Monday, April 22, 2013

Table of Contents Styling

Sharepoint is built, like Venice and other cities widely beloved yet reeking with sewage floodwater, mainly on itself and a swamp. It is less a piece of software than an ongoing, hierarchical conversation, maybe conducted with whips. Also like Venice, it periodically wets the broadloom for no apparent reason.

Table of Contents webparts are one of those less-baked parts of Sharepoint.

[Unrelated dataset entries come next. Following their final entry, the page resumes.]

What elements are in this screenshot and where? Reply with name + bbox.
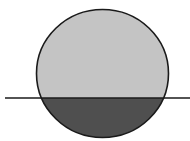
diagram-canvas: [0, 0, 190, 141]
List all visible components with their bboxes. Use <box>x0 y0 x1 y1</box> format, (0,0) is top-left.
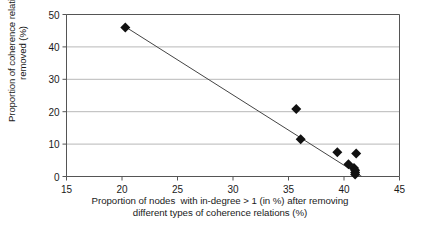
x-axis-title: Proportion of nodes with in-degree > 1 (… <box>34 195 406 219</box>
trend-line-segment <box>125 27 361 177</box>
x-tick-label: 40 <box>338 184 349 195</box>
x-tick-label: 15 <box>61 184 72 195</box>
y-tick-label: 10 <box>35 139 60 150</box>
y-tick-label: 30 <box>35 74 60 85</box>
gridlines <box>67 15 400 145</box>
y-tick-label: 0 <box>35 171 60 182</box>
x-axis-title-line-2: different types of coherence relations (… <box>34 207 406 219</box>
y-tick-label: 50 <box>35 9 60 20</box>
x-tick-label: 35 <box>283 184 294 195</box>
x-tick-label: 25 <box>172 184 183 195</box>
y-tick-label: 40 <box>35 41 60 52</box>
data-point-marker <box>332 147 342 157</box>
x-tick-label: 45 <box>394 184 405 195</box>
data-point-marker <box>351 148 361 158</box>
x-tick-label: 20 <box>116 184 127 195</box>
axis-ticks <box>63 15 400 181</box>
trend-line <box>125 27 361 177</box>
x-tick-label: 30 <box>227 184 238 195</box>
data-point-marker <box>120 22 130 32</box>
x-axis-title-line-1: Proportion of nodes with in-degree > 1 (… <box>34 195 406 207</box>
y-tick-label: 20 <box>35 106 60 117</box>
chart-figure: Proportion of coherence relations remove… <box>0 0 423 236</box>
data-point-marker <box>291 104 301 114</box>
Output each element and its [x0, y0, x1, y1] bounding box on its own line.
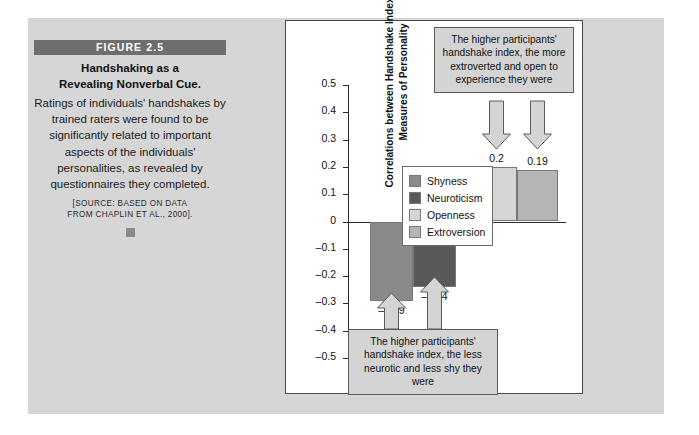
bar-value-label-extroversion: 0.19 — [511, 155, 564, 167]
y-tick-label: 0.1 — [321, 186, 336, 198]
legend-item-neuroticism: Neuroticism — [409, 189, 485, 206]
y-tick: –0.3 — [343, 303, 348, 304]
y-tick-label: 0.2 — [321, 159, 336, 171]
y-tick: 0.4 — [343, 112, 348, 113]
chart-panel: Correlations between Handshake Index and… — [285, 20, 583, 394]
legend-label-shyness: Shyness — [427, 175, 467, 187]
legend-label-extroversion: Extroversion — [427, 226, 485, 238]
callout-top: The higher participants' handshake index… — [434, 27, 574, 93]
y-tick-label: –0.3 — [316, 295, 336, 307]
y-tick: 0.3 — [343, 140, 348, 141]
y-tick: 0.5 — [343, 85, 348, 86]
bar-extroversion — [517, 170, 558, 222]
y-tick-label: –0.4 — [316, 323, 336, 335]
figure-title-line-2: Revealing Nonverbal Cue. — [34, 77, 226, 93]
y-tick: 0.2 — [343, 167, 348, 168]
end-of-caption-marker — [126, 228, 135, 237]
legend-swatch-extroversion — [409, 226, 421, 238]
figure-caption-column: FIGURE 2.5 Handshaking as a Revealing No… — [34, 40, 226, 237]
figure-source-line-1: [SOURCE: BASED ON DATA — [34, 198, 226, 209]
legend-swatch-openness — [409, 209, 421, 221]
y-tick: –0.2 — [343, 276, 348, 277]
y-tick-label: –0.1 — [316, 241, 336, 253]
legend-item-openness: Openness — [409, 206, 485, 223]
figure-source-line-2: FROM CHAPLIN ET AL., 2000]. — [34, 209, 226, 220]
legend-label-neuroticism: Neuroticism — [427, 192, 482, 204]
bar-value-label-shyness: –0.29 — [364, 304, 419, 316]
y-tick-label: –0.5 — [316, 350, 336, 362]
figure-title-line-1: Handshaking as a — [34, 61, 226, 77]
y-tick-label: 0.3 — [321, 132, 336, 144]
figure-number-banner: FIGURE 2.5 — [34, 40, 226, 55]
y-tick-label: –0.2 — [316, 268, 336, 280]
legend-item-shyness: Shyness — [409, 172, 485, 189]
y-tick: –0.1 — [343, 249, 348, 250]
y-tick-label: 0.5 — [321, 77, 336, 89]
legend-item-extroversion: Extroversion — [409, 223, 485, 240]
chart-legend: ShynessNeuroticismOpennessExtroversion — [402, 166, 493, 246]
legend-label-openness: Openness — [427, 209, 475, 221]
legend-swatch-shyness — [409, 175, 421, 187]
y-tick: 0.1 — [343, 194, 348, 195]
y-tick-label: 0 — [330, 214, 336, 226]
figure-page: FIGURE 2.5 Handshaking as a Revealing No… — [0, 0, 699, 435]
callout-bottom: The higher participants' handshake index… — [348, 329, 498, 395]
legend-swatch-neuroticism — [409, 192, 421, 204]
bar-value-label-neuroticism: –0.24 — [407, 290, 462, 302]
y-tick-label: 0.4 — [321, 104, 336, 116]
figure-caption-body: Ratings of individuals' handshakes by tr… — [34, 95, 226, 192]
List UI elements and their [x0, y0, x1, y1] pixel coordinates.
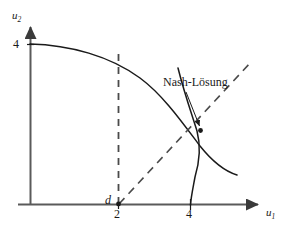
- x-axis-label: u1: [266, 207, 275, 221]
- disagreement-point-label: d: [105, 194, 111, 206]
- y-axis-label-subscript: 2: [18, 15, 22, 24]
- figure-canvas: [0, 0, 288, 236]
- x-tick-label-4: 4: [186, 208, 192, 220]
- y-axis-label: u2: [12, 10, 21, 24]
- nash-solution-pointer: [186, 92, 200, 126]
- disagreement-point-marker: [116, 202, 121, 207]
- y-tick-label-4: 4: [13, 38, 19, 50]
- nash-bargaining-figure: u2 u1 4 2 4 d Nash-Lösung: [0, 0, 288, 236]
- nash-solution-annotation: Nash-Lösung: [163, 76, 228, 88]
- x-tick-label-2: 2: [114, 208, 120, 220]
- x-axis-label-subscript: 1: [272, 212, 276, 221]
- nash-solution-point-marker: [198, 128, 203, 133]
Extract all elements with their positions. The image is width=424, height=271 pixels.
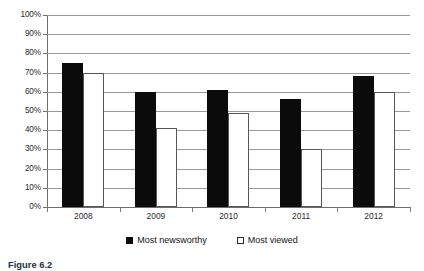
x-axis-tick-label: 2009 xyxy=(147,211,166,221)
filled-square-icon xyxy=(126,237,133,244)
y-axis-tick-label: 30% xyxy=(25,145,41,153)
chart-legend: Most newsworthyMost viewed xyxy=(0,232,424,248)
bar-group xyxy=(120,15,193,207)
y-axis-tick-label: 70% xyxy=(25,68,41,76)
y-axis-tick xyxy=(43,34,47,35)
y-axis-tick xyxy=(43,149,47,150)
y-axis-tick-label: 0% xyxy=(29,203,41,211)
figure-caption: Figure 6.2 xyxy=(8,259,52,270)
bar-2011-newsworthy xyxy=(280,99,301,207)
y-axis-tick-label: 80% xyxy=(25,49,41,57)
x-axis-tick-labels: 20082009201020112012 xyxy=(47,211,410,227)
y-axis-tick xyxy=(43,188,47,189)
y-axis-tick xyxy=(43,130,47,131)
x-axis-tick-label: 2012 xyxy=(364,211,383,221)
bar-2010-viewed xyxy=(228,113,249,207)
bar-2012-newsworthy xyxy=(353,76,374,207)
bar-group xyxy=(265,15,338,207)
legend-label: Most viewed xyxy=(248,235,298,245)
bar-2010-newsworthy xyxy=(207,90,228,207)
y-axis-tick-labels: 0%10%20%30%40%50%60%70%80%90%100% xyxy=(0,0,44,215)
y-axis-tick-label: 10% xyxy=(25,184,41,192)
bar-2012-viewed xyxy=(374,92,395,207)
y-axis-tick xyxy=(43,92,47,93)
plot-canvas xyxy=(47,15,410,207)
legend-item: Most newsworthy xyxy=(126,235,207,245)
x-axis-tick xyxy=(410,207,411,212)
y-axis-tick-label: 60% xyxy=(25,88,41,96)
y-axis-tick xyxy=(43,169,47,170)
bar-group xyxy=(192,15,265,207)
bar-2009-newsworthy xyxy=(135,92,156,207)
y-axis-tick-label: 50% xyxy=(25,107,41,115)
legend-item: Most viewed xyxy=(237,235,298,245)
y-axis-tick-label: 40% xyxy=(25,126,41,134)
y-axis-tick-label: 100% xyxy=(20,11,41,19)
legend-label: Most newsworthy xyxy=(137,235,207,245)
bar-group xyxy=(47,15,120,207)
y-axis-tick xyxy=(43,73,47,74)
plot-area: 0%10%20%30%40%50%60%70%80%90%100% 200820… xyxy=(0,0,424,215)
bar-groups xyxy=(47,15,410,207)
y-axis-tick xyxy=(43,53,47,54)
x-axis-tick-label: 2011 xyxy=(292,211,310,221)
bar-2011-viewed xyxy=(301,149,322,207)
y-axis-tick xyxy=(43,15,47,16)
outlined-square-icon xyxy=(237,237,244,244)
y-axis-tick-label: 20% xyxy=(25,164,41,172)
bar-2008-viewed xyxy=(83,73,104,207)
bar-2009-viewed xyxy=(156,128,177,207)
bar-2008-newsworthy xyxy=(62,63,83,207)
chart-figure: 0%10%20%30%40%50%60%70%80%90%100% 200820… xyxy=(0,0,424,271)
x-axis-tick-label: 2008 xyxy=(74,211,93,221)
y-axis-tick xyxy=(43,111,47,112)
y-axis-tick-label: 90% xyxy=(25,30,41,38)
bar-group xyxy=(337,15,410,207)
x-axis-tick-label: 2010 xyxy=(219,211,238,221)
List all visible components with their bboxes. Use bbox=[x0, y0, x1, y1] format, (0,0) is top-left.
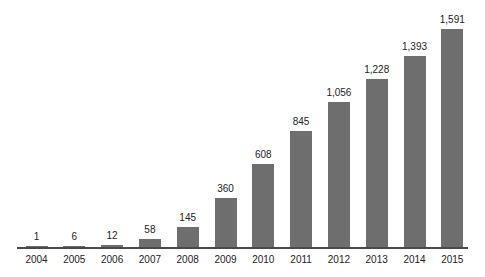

A TOC is handy. It lets you list subsites and key pages relatively easily, mainly by ticking tickyboxes, which tick nicely. The trouble comes with Sharepoint's file architecture, which is le dodgy below a few levels. Much as how the Quicklaunch/left navigation menu acts plain weird and sometimes disappears for no reason, the TOC is always displaying dynamic content, and will occasionally change how it displays with no warning whatsoever. This is irritating, because TOC pages are almost only ever needed when you are presenting an Important Portal Site that is supposed to fool someone familiar with paper into thinking they are not on the Internet. Sad face. Here is how to fix things randomly disappearing and or changing their style and or publicly breaking.
  • The style sheet called Table of Contents Main contains no styles whatsoever for your table of contents.
  • It styles columns.
  • To style Table of Contents items, you must go to LevelStyle.xsl
  • The margins have all been hard-coded, a level of grief that you are by now as accustomed to as Midwesterners are familiar with drought.
  • If you go into LevelStyle.xsl, you can yank the inline margin-setting shenanigans. Thank Christ. You could also recode them there, probably, use what look like somewhat nifty variables which are totally fuckered by any kind of page layout work.
  • Fuckered is a technical term.
  • If you're creating a table of contents in a subsite that is further than one level from the top of the site (IE: Is already in [server:port]/first-level/second-level/ ), guess what?
    • It will not display the pages as a nicely bulleted list. It simply treats the site itself and all the site's subfolders as an equivalent level.
SharePoint cannot handle anything deeper than a two-level architecture. Maybe three. That's when all its generative menu code breaks, so don't even bother. This means ... yes! XSL haxx. Yes it does. Hack at it. 
  1. Copy the Vertical style template in LevelStyle.xsl
  2. Paste and rename Vertical Bullet. 
    1. This way, your many functional tables of contents will not be damaged.
  3. Set the template name as follows, wiping the match="*" value because that'll bung your other pages.   <xsl:template name="VerticalBullet" match="Level[@LevelTemplate='VerticalBullet']">
  4. Ax the span-tag to which the default styling applies.
  5. Return to your main page.
  6. Set your top level style to Vertical, and your second level to your new VerticalBullet style. The second level will instantly behave because there are no inline tags on the hunt for it any more.
Confirmation of the existence of the problem and source of where the levels styles can be found comes from here:
http://tomblog.insomniacminds.com/2007/10/12/sharepoint-branding-issues-table-of-contents-webpart/

Gist of my own XSL level styles, with CSS on top because you fully know you need to copypasta this into your own bizarre filestructure. Put the CSS in your CSS, put the XSL in wherever you store your XSL level styles. Then get a beer. I hope you have a bullet in your _layouts.

1 comment:

  1. You sir, are full of quality and have me falling out of my chair with guffaws. I feel your pain.